Except that if a man can apply for a job like this - and there aren't many jobs like this - then it tells me a lot of things about his attitudes to women, his lack of attunement to possible problems, and his desire to advance himself more than the organisation, all of which I think will be actively bad for the NCT

Annie It's now quite clear how blinkered your view is. Do you know anything about this man's background?

ArcheryAnnie · 27/06/2015 00:18

Thing is, Andrew if a man thinks he should lead a woman-centred organisation, then I do make certain assumptions about his attitudes, and in particular his sense of entitlement and his lack of awareness about how this will make many women feel.

OP posts:
NeedAScarfForMyGiraffe · 27/06/2015 00:21

This reply has been deleted

Message withdrawn at poster's request.

SirChenjin · 27/06/2015 00:21

Where does it say that women don't want to work for the NCT? What you have is an organisation who have chosen a particular person for the role based on their skills, experiences and values.

OP - I would suggest that you consider writing to the NCT and putting your concerns to them. All you're doing at the moment is making sweeping and generalised statements about what his dastardly reasons for applying were and their recruitment processes. Unless you know the man personally, and have inside knowledge about who applied and how they appointed, it's all baseless.

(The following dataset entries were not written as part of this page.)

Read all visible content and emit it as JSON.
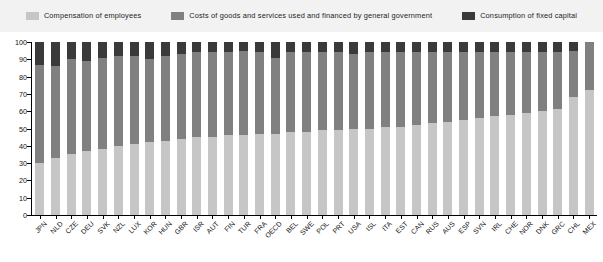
{
  "chart_data": {
    "type": "bar",
    "stacked": true,
    "title": "",
    "subtitle": "",
    "xlabel": "",
    "ylabel": "",
    "ylim": [
      0,
      100
    ],
    "ytick_labels": [
      "0",
      "10",
      "20",
      "30",
      "40",
      "50",
      "60",
      "70",
      "80",
      "90",
      "100"
    ],
    "ytick_values": [
      0,
      10,
      20,
      30,
      40,
      50,
      60,
      70,
      80,
      90,
      100
    ],
    "grid": false,
    "legend_position": "top",
    "categories": [
      "JPN",
      "NLD",
      "CZE",
      "DEU",
      "SVK",
      "NZL",
      "LUX",
      "KOR",
      "HUN",
      "GBR",
      "ISR",
      "AUT",
      "FIN",
      "TUR",
      "FRA",
      "OECD",
      "BEL",
      "SWE",
      "POL",
      "PRT",
      "USA",
      "ISL",
      "ITA",
      "EST",
      "CAN",
      "RUS",
      "AUS",
      "ESP",
      "SVN",
      "IRL",
      "CHE",
      "NOR",
      "DNK",
      "GRC",
      "CHL",
      "MEX"
    ],
    "series": [
      {
        "name": "Compensation of employees",
        "color": "#c6c6c6",
        "values": [
          30,
          33,
          35,
          37,
          38,
          40,
          41,
          42,
          43,
          44,
          45,
          45,
          46,
          46,
          47,
          47,
          48,
          48,
          49,
          49,
          50,
          50,
          51,
          51,
          52,
          53,
          54,
          55,
          56,
          57,
          58,
          59,
          60,
          61,
          68,
          72
        ]
      },
      {
        "name": "Costs of goods and services used and financed by general government",
        "color": "#808080",
        "values": [
          57,
          53,
          55,
          52,
          53,
          52,
          51,
          48,
          49,
          49,
          49,
          49,
          48,
          49,
          47,
          44,
          46,
          46,
          45,
          45,
          43,
          44,
          43,
          43,
          42,
          41,
          40,
          39,
          38,
          37,
          36,
          35,
          34,
          33,
          27,
          28
        ]
      },
      {
        "name": "Consumption of fixed capital",
        "color": "#3a3a3a",
        "values": [
          13,
          14,
          10,
          11,
          9,
          8,
          8,
          10,
          8,
          7,
          6,
          6,
          6,
          5,
          6,
          9,
          6,
          6,
          6,
          6,
          7,
          6,
          6,
          6,
          6,
          6,
          6,
          6,
          6,
          6,
          6,
          6,
          6,
          6,
          5,
          0
        ]
      }
    ]
  },
  "legend": {
    "items": [
      {
        "label": "Compensation of employees",
        "color": "#c6c6c6"
      },
      {
        "label": "Costs of goods and services used and financed by general government",
        "color": "#808080"
      },
      {
        "label": "Consumption of fixed capital",
        "color": "#3a3a3a"
      }
    ]
  }
}
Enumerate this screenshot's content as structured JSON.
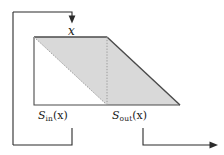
{
  "figure": {
    "background_color": "#ffffff",
    "stroke_color": "#3a3a3a",
    "fill_color": "#d9d9d9",
    "dotted_color": "#999999",
    "labels": {
      "x": "x",
      "s_in_base": "S",
      "s_in_sub": "in",
      "s_in_arg": "(x)",
      "s_out_base": "S",
      "s_out_sub": "out",
      "s_out_arg": "(x)"
    },
    "geometry": {
      "top_left": [
        34,
        37
      ],
      "top_right": [
        107,
        37
      ],
      "bottom_right_vertex": [
        180,
        105
      ],
      "bottom_left": [
        34,
        105
      ],
      "divider_x": 107,
      "baseline_y": 105
    },
    "annotations": {
      "top_bracket": "arrow pointing down to top edge labelled x",
      "left_bracket": "bracket from top-left down to S_in(x) span",
      "right_arrow": "arrow from S_out(x) span extending right"
    }
  }
}
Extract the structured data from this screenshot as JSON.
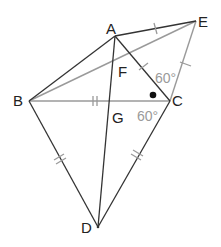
{
  "diagram": {
    "type": "geometry",
    "points": {
      "A": {
        "label": "A",
        "x": 115,
        "y": 36
      },
      "E": {
        "label": "E",
        "x": 196,
        "y": 21
      },
      "B": {
        "label": "B",
        "x": 29,
        "y": 101
      },
      "C": {
        "label": "C",
        "x": 170,
        "y": 101
      },
      "D": {
        "label": "D",
        "x": 98,
        "y": 227
      },
      "F": {
        "label": "F"
      },
      "G": {
        "label": "G"
      }
    },
    "angles": {
      "ECA": "60°",
      "ACB": "60°"
    },
    "colors": {
      "black_line": "#333333",
      "gray_line": "#9a9a9a",
      "gray_text": "#9a9a9a"
    }
  }
}
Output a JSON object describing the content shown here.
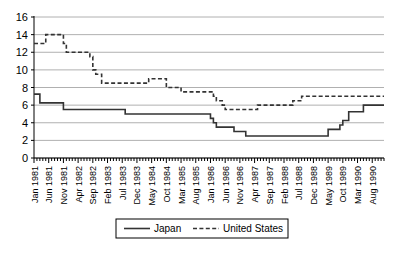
{
  "chart_data": {
    "type": "line",
    "title": "",
    "subtitle": "",
    "xlabel": "",
    "ylabel": "",
    "ylim": [
      0,
      16
    ],
    "yticks": [
      0,
      2,
      4,
      6,
      8,
      10,
      12,
      14,
      16
    ],
    "ytick_labels": [
      "0",
      "2",
      "4",
      "6",
      "8",
      "10",
      "12",
      "14",
      "16"
    ],
    "grid": "horizontal",
    "legend_position": "bottom-center",
    "xtick_labels": [
      "Jan 1981",
      "Jun 1981",
      "Nov 1981",
      "Apr 1982",
      "Sep 1982",
      "Feb 1983",
      "Jul 1983",
      "Dec 1983",
      "May 1984",
      "Oct 1984",
      "Mar 1985",
      "Aug 1985",
      "Jan 1986",
      "Jun 1986",
      "Nov 1986",
      "Apr 1987",
      "Sep 1987",
      "Feb 1988",
      "Jul 1988",
      "Dec 1988",
      "May 1989",
      "Oct 1989",
      "Mar 1990",
      "Aug 1990"
    ],
    "xtick_indices": [
      0,
      5,
      10,
      15,
      20,
      25,
      30,
      35,
      40,
      45,
      50,
      55,
      60,
      65,
      70,
      75,
      80,
      85,
      90,
      95,
      100,
      105,
      110,
      115
    ],
    "x_count": 120,
    "series": [
      {
        "name": "Japan",
        "style": "solid",
        "color": "#333333",
        "values": [
          7.25,
          7.25,
          6.25,
          6.25,
          6.25,
          6.25,
          6.25,
          6.25,
          6.25,
          6.25,
          5.5,
          5.5,
          5.5,
          5.5,
          5.5,
          5.5,
          5.5,
          5.5,
          5.5,
          5.5,
          5.5,
          5.5,
          5.5,
          5.5,
          5.5,
          5.5,
          5.5,
          5.5,
          5.5,
          5.5,
          5.5,
          5.0,
          5.0,
          5.0,
          5.0,
          5.0,
          5.0,
          5.0,
          5.0,
          5.0,
          5.0,
          5.0,
          5.0,
          5.0,
          5.0,
          5.0,
          5.0,
          5.0,
          5.0,
          5.0,
          5.0,
          5.0,
          5.0,
          5.0,
          5.0,
          5.0,
          5.0,
          5.0,
          5.0,
          5.0,
          4.5,
          4.0,
          3.5,
          3.5,
          3.5,
          3.5,
          3.5,
          3.5,
          3.0,
          3.0,
          3.0,
          3.0,
          2.5,
          2.5,
          2.5,
          2.5,
          2.5,
          2.5,
          2.5,
          2.5,
          2.5,
          2.5,
          2.5,
          2.5,
          2.5,
          2.5,
          2.5,
          2.5,
          2.5,
          2.5,
          2.5,
          2.5,
          2.5,
          2.5,
          2.5,
          2.5,
          2.5,
          2.5,
          2.5,
          2.5,
          3.25,
          3.25,
          3.25,
          3.25,
          3.75,
          4.25,
          4.25,
          5.25,
          5.25,
          5.25,
          5.25,
          5.25,
          6.0,
          6.0,
          6.0,
          6.0,
          6.0,
          6.0,
          6.0,
          6.0
        ]
      },
      {
        "name": "United States",
        "style": "dashed",
        "color": "#333333",
        "values": [
          13.0,
          13.0,
          13.0,
          13.0,
          14.0,
          14.0,
          14.0,
          14.0,
          14.0,
          14.0,
          13.0,
          12.0,
          12.0,
          12.0,
          12.0,
          12.0,
          12.0,
          12.0,
          12.0,
          11.5,
          10.0,
          9.5,
          9.5,
          8.5,
          8.5,
          8.5,
          8.5,
          8.5,
          8.5,
          8.5,
          8.5,
          8.5,
          8.5,
          8.5,
          8.5,
          8.5,
          8.5,
          8.5,
          8.5,
          9.0,
          9.0,
          9.0,
          9.0,
          9.0,
          9.0,
          8.0,
          8.0,
          8.0,
          8.0,
          8.0,
          7.5,
          7.5,
          7.5,
          7.5,
          7.5,
          7.5,
          7.5,
          7.5,
          7.5,
          7.5,
          7.5,
          7.0,
          6.5,
          6.5,
          6.0,
          5.5,
          5.5,
          5.5,
          5.5,
          5.5,
          5.5,
          5.5,
          5.5,
          5.5,
          5.5,
          5.5,
          6.0,
          6.0,
          6.0,
          6.0,
          6.0,
          6.0,
          6.0,
          6.0,
          6.0,
          6.0,
          6.0,
          6.0,
          6.5,
          6.5,
          6.5,
          7.0,
          7.0,
          7.0,
          7.0,
          7.0,
          7.0,
          7.0,
          7.0,
          7.0,
          7.0,
          7.0,
          7.0,
          7.0,
          7.0,
          7.0,
          7.0,
          7.0,
          7.0,
          7.0,
          7.0,
          7.0,
          7.0,
          7.0,
          7.0,
          7.0,
          7.0,
          7.0,
          7.0,
          7.0
        ]
      }
    ]
  },
  "legend": {
    "items": [
      {
        "label": "Japan",
        "style": "solid"
      },
      {
        "label": "United States",
        "style": "dashed"
      }
    ]
  },
  "colors": {
    "line": "#333333",
    "grid": "#b0b0b0",
    "axis": "#000000",
    "background": "#ffffff"
  }
}
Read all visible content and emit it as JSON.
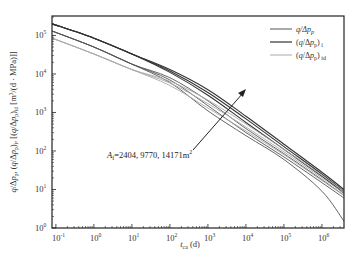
{
  "chart_data": {
    "type": "line",
    "title": "",
    "xlabel": "t_ca (d)",
    "ylabel": "q/Δp_p, (q/Δp_p)_i, (q/Δp_p)_id [m³/(d·MPa)]",
    "xscale": "log",
    "yscale": "log",
    "xlim": [
      0.079,
      3800000
    ],
    "ylim": [
      1,
      320000
    ],
    "x_ticks": [
      "10^-1",
      "10^0",
      "10^1",
      "10^2",
      "10^3",
      "10^4",
      "10^5",
      "10^6"
    ],
    "y_ticks": [
      "10^0",
      "10^1",
      "10^2",
      "10^3",
      "10^4",
      "10^5"
    ],
    "grid": false,
    "legend_position": "upper right",
    "legend": [
      {
        "label": "q/Δp_p",
        "color": "#555555"
      },
      {
        "label": "(q/Δp_p)_i",
        "color": "#333333"
      },
      {
        "label": "(q/Δp_p)_id",
        "color": "#aaaaaa"
      }
    ],
    "annotation": {
      "text": "A_f=2404, 9770, 14171m²",
      "arrow": "increasing A_f direction (lower-left to upper-right)"
    },
    "series": [
      {
        "name": "q/Δp_p (A_f=2404)",
        "group": "q/Δp_p",
        "x": [
          0.08,
          1,
          10,
          100,
          1000,
          10000,
          100000,
          1000000,
          3800000
        ],
        "y": [
          130000,
          50000,
          18000,
          6000,
          1100,
          250,
          60,
          9,
          1.5
        ]
      },
      {
        "name": "q/Δp_p (A_f=9770)",
        "group": "q/Δp_p",
        "x": [
          0.08,
          1,
          10,
          100,
          1000,
          10000,
          100000,
          1000000,
          3800000
        ],
        "y": [
          130000,
          50000,
          18000,
          7000,
          1500,
          300,
          70,
          15,
          6
        ]
      },
      {
        "name": "q/Δp_p (A_f=14171)",
        "group": "q/Δp_p",
        "x": [
          0.08,
          1,
          10,
          100,
          1000,
          10000,
          100000,
          1000000,
          3800000
        ],
        "y": [
          130000,
          50000,
          18000,
          8000,
          2000,
          380,
          85,
          18,
          7
        ]
      },
      {
        "name": "(q/Δp_p)_i (A_f=2404)",
        "group": "(q/Δp_p)_i",
        "x": [
          0.08,
          1,
          10,
          100,
          1000,
          10000,
          100000,
          1000000,
          3800000
        ],
        "y": [
          200000,
          85000,
          33000,
          11000,
          2800,
          550,
          110,
          22,
          8
        ]
      },
      {
        "name": "(q/Δp_p)_i (A_f=9770)",
        "group": "(q/Δp_p)_i",
        "x": [
          0.08,
          1,
          10,
          100,
          1000,
          10000,
          100000,
          1000000,
          3800000
        ],
        "y": [
          200000,
          85000,
          33000,
          12000,
          3300,
          680,
          130,
          25,
          9
        ]
      },
      {
        "name": "(q/Δp_p)_i (A_f=14171)",
        "group": "(q/Δp_p)_i",
        "x": [
          0.08,
          1,
          10,
          100,
          1000,
          10000,
          100000,
          1000000,
          3800000
        ],
        "y": [
          200000,
          85000,
          33000,
          13000,
          3900,
          800,
          150,
          28,
          10
        ]
      },
      {
        "name": "(q/Δp_p)_id (A_f=2404)",
        "group": "(q/Δp_p)_id",
        "x": [
          0.08,
          1,
          10,
          100,
          1000,
          10000,
          100000,
          1000000,
          3800000
        ],
        "y": [
          85000,
          33000,
          13000,
          5000,
          1300,
          330,
          80,
          17,
          7
        ]
      },
      {
        "name": "(q/Δp_p)_id (A_f=9770)",
        "group": "(q/Δp_p)_id",
        "x": [
          0.08,
          1,
          10,
          100,
          1000,
          10000,
          100000,
          1000000,
          3800000
        ],
        "y": [
          85000,
          33000,
          13000,
          5800,
          1700,
          420,
          95,
          20,
          8
        ]
      },
      {
        "name": "(q/Δp_p)_id (A_f=14171)",
        "group": "(q/Δp_p)_id",
        "x": [
          0.08,
          1,
          10,
          100,
          1000,
          10000,
          100000,
          1000000,
          3800000
        ],
        "y": [
          85000,
          33000,
          13000,
          6500,
          2100,
          500,
          110,
          23,
          9
        ]
      }
    ]
  },
  "labels": {
    "x_axis": "t",
    "x_axis_sub": "ca",
    "x_axis_unit": "(d)",
    "y_axis": "q/Δp_p, (q/Δp_p)_i, (q/Δp_p)_id [m³/(d·MPa)]",
    "annotation": "A_f=2404, 9770, 14171m²"
  }
}
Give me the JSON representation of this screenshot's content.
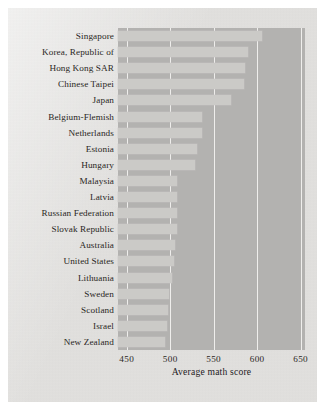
{
  "chart_data": {
    "type": "bar",
    "orientation": "horizontal",
    "title": "",
    "xlabel": "Average math score",
    "ylabel": "",
    "xlim": [
      440,
      655
    ],
    "xticks": [
      450,
      500,
      550,
      600,
      650
    ],
    "grid": "vertical-only",
    "legend": "none",
    "categories": [
      "Singapore",
      "Korea, Republic of",
      "Hong Kong SAR",
      "Chinese Taipei",
      "Japan",
      "Belgium-Flemish",
      "Netherlands",
      "Estonia",
      "Hungary",
      "Malaysia",
      "Latvia",
      "Russian Federation",
      "Slovak Republic",
      "Australia",
      "United States",
      "Lithuania",
      "Sweden",
      "Scotland",
      "Israel",
      "New Zealand"
    ],
    "values": [
      605,
      589,
      586,
      585,
      570,
      537,
      536,
      531,
      529,
      508,
      508,
      508,
      508,
      505,
      504,
      502,
      499,
      498,
      496,
      494
    ],
    "bar_color": "#cbcac7",
    "plot_background": "#b3b2b0",
    "gridline_color": "#f2f1ef",
    "figure_background": "#e8e7e5"
  },
  "axis": {
    "x_title": "Average math score",
    "tick_labels": [
      "450",
      "500",
      "550",
      "600",
      "650"
    ]
  }
}
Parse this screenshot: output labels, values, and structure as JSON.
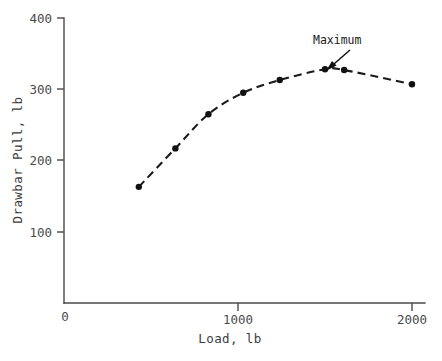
{
  "chart_data": {
    "type": "line",
    "title": "",
    "subtitle": "",
    "xlabel": "Load, lb",
    "ylabel": "Drawbar Pull, lb",
    "xlim": [
      0,
      2000
    ],
    "ylim": [
      0,
      400
    ],
    "grid": false,
    "legend": "none",
    "line_style": "dashed",
    "marker": "filled-circle",
    "x": [
      430,
      640,
      830,
      1030,
      1240,
      1500,
      1610,
      2000
    ],
    "values": [
      163,
      217,
      265,
      295,
      313,
      328,
      327,
      307
    ],
    "points": [
      {
        "x": 430,
        "y": 163
      },
      {
        "x": 640,
        "y": 217
      },
      {
        "x": 830,
        "y": 265
      },
      {
        "x": 1030,
        "y": 295
      },
      {
        "x": 1240,
        "y": 313
      },
      {
        "x": 1500,
        "y": 328
      },
      {
        "x": 1610,
        "y": 327
      },
      {
        "x": 2000,
        "y": 307
      }
    ],
    "xticks": [
      0,
      1000,
      2000
    ],
    "xticklabels": [
      "0",
      "1000",
      "2000"
    ],
    "yticks": [
      0,
      100,
      200,
      300,
      400
    ],
    "yticklabels": [
      "0",
      "100",
      "200",
      "300",
      "400"
    ],
    "annotations": [
      {
        "text": "Maximum",
        "target_x": 1500,
        "target_y": 328,
        "label_x": 1500,
        "label_y": 395
      }
    ]
  },
  "axes": {
    "y_title": "Drawbar Pull, lb",
    "x_title": "Load, lb",
    "y_labels": {
      "t400": "400",
      "t300": "300",
      "t200": "200",
      "t100": "100",
      "t0": "0"
    },
    "x_labels": {
      "t1000": "1000",
      "t2000": "2000"
    }
  },
  "annotation": {
    "maximum_label": "Maximum"
  },
  "colors": {
    "axis": "#4a4a4a",
    "curve": "#1a1a1a",
    "marker": "#111111",
    "text": "#3c3c3c",
    "background": "#ffffff"
  }
}
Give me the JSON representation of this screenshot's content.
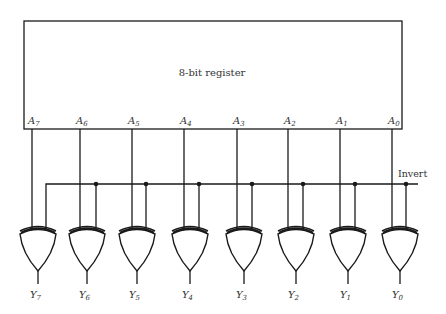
{
  "register": {
    "label": "8-bit register"
  },
  "inputs": [
    {
      "letter": "A",
      "sub": "7"
    },
    {
      "letter": "A",
      "sub": "6"
    },
    {
      "letter": "A",
      "sub": "5"
    },
    {
      "letter": "A",
      "sub": "4"
    },
    {
      "letter": "A",
      "sub": "3"
    },
    {
      "letter": "A",
      "sub": "2"
    },
    {
      "letter": "A",
      "sub": "1"
    },
    {
      "letter": "A",
      "sub": "0"
    }
  ],
  "outputs": [
    {
      "letter": "Y",
      "sub": "7"
    },
    {
      "letter": "Y",
      "sub": "6"
    },
    {
      "letter": "Y",
      "sub": "5"
    },
    {
      "letter": "Y",
      "sub": "4"
    },
    {
      "letter": "Y",
      "sub": "3"
    },
    {
      "letter": "Y",
      "sub": "2"
    },
    {
      "letter": "Y",
      "sub": "1"
    },
    {
      "letter": "Y",
      "sub": "0"
    }
  ],
  "control": {
    "label": "Invert"
  },
  "gate_type": "xor-gate",
  "colors": {
    "line": "#1a1a1a",
    "text": "#333333",
    "background": "#ffffff"
  }
}
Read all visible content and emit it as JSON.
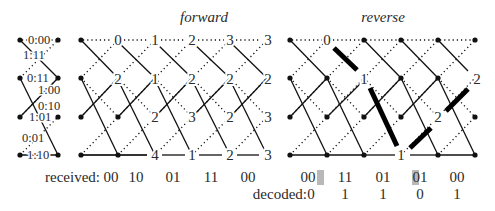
{
  "titles": {
    "forward": "forward",
    "reverse": "reverse"
  },
  "state_diagram": {
    "edges": [
      {
        "label": "0:00"
      },
      {
        "label": "1:11"
      },
      {
        "label": "0:11"
      },
      {
        "label": "1:00"
      },
      {
        "label": "0:10"
      },
      {
        "label": "1:01"
      },
      {
        "label": "0:01"
      },
      {
        "label": "1:10"
      }
    ]
  },
  "forward": {
    "path_metrics": [
      [
        "0",
        "1",
        "2",
        "3",
        "3"
      ],
      [
        "2",
        "1",
        "2",
        "2",
        "2"
      ],
      [
        "",
        "2",
        "3",
        "2",
        "3"
      ],
      [
        "4",
        "1",
        "2",
        "3",
        ""
      ]
    ]
  },
  "reverse": {
    "path_metrics": {
      "row0": "0",
      "row1_col2": "1",
      "row1_col5": "2",
      "row2_col4": "2",
      "row3_col3": "1"
    }
  },
  "received": {
    "label": "received:",
    "forward": [
      "00",
      "10",
      "01",
      "11",
      "00"
    ],
    "reverse": [
      "00",
      "11",
      "01",
      "01",
      "00"
    ],
    "highlighted": [
      {
        "symbol_index": 1,
        "bit_index": 1
      },
      {
        "symbol_index": 3,
        "bit_index": 0
      }
    ]
  },
  "decoded": {
    "label": "decoded:",
    "bits": [
      "0",
      "1",
      "1",
      "0",
      "1"
    ]
  },
  "colors": {
    "line": "#111111",
    "highlight": "#b8b8b8",
    "text": "#2a2a2a"
  }
}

BitOfFun · 27/06/2015 00:21

This is a figurehead position, in a society where there are way, way fewer women CEOs than men CEOs. It really sends an unpleasant message - stand back ladies, you may be doing most of the work, but here's an important man to lead you.

^ This

It just seems a bit wrong to me too.

SirChenjin · 27/06/2015 00:22

about how this will make many women feel

And another massive assumption from you...or are you saying that you know for a fact that this is how many women will feel?

kslatts · 27/06/2015 00:24

YABU and sexist.

ArcheryAnnie · 27/06/2015 00:24

SirChenjin that was a hypothetical in response to someone who posited that maybe no suitable women applied.

And yes, I'm going to write to the NCT. I'm amazingly good at multitasking, though, so I'm posting here, too, as I am entitled to do.

(And you are making sweeping and generalised statements about what I'm doing - which is your right, of course.)

OP posts:
ArcheryAnnie · 27/06/2015 00:25

SirChenjin it was seeing other women upset about this that alerted me to the problem in the first place. So yes, I do know for a fact that this is how many women I know feel.

OP posts:
ArcheryAnnie · 27/06/2015 00:26

(I'm here for your apology for telling me it was a massive assumption, anytime.)

OP posts:
SirChenjin · 27/06/2015 00:29

Hypothetical - and also ridiculous.

I'm glad to hear that you're going to write to the NCT (although the fact that you're going to, rather than actually writing as you're typing, means you're not actually multitasking...). I suspect however that they will not say anything that will change your fixed view on this, just as your AIBU hasn't.

SirChenjin · 27/06/2015 00:32

So what you meant was 'many women you know' as opposed to 'many women generally'? Ah, now you should have said so in the first place.